--- Recorded information Enclosed Below ---

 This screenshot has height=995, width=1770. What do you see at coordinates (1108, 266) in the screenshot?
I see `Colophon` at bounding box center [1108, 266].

--- End of Enclosed Recorded information ---
--- Recorded information Enclosed Below ---

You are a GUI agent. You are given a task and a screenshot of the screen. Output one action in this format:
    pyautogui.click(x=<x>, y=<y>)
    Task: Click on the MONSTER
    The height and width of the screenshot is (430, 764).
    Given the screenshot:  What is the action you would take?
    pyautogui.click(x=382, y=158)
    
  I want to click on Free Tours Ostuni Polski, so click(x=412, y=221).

--- End of Enclosed Recorded information ---

Reproduce exactly the stretch of the material above that starts at the line with "pyautogui.click(x=<x>, y=<y>)" and ends at the line with "The height and", both included, and nothing else.

= Exercise response =
    pyautogui.click(x=<x>, y=<y>)
    Task: Click on the MONSTER
    The height and width of the screenshot is (430, 764).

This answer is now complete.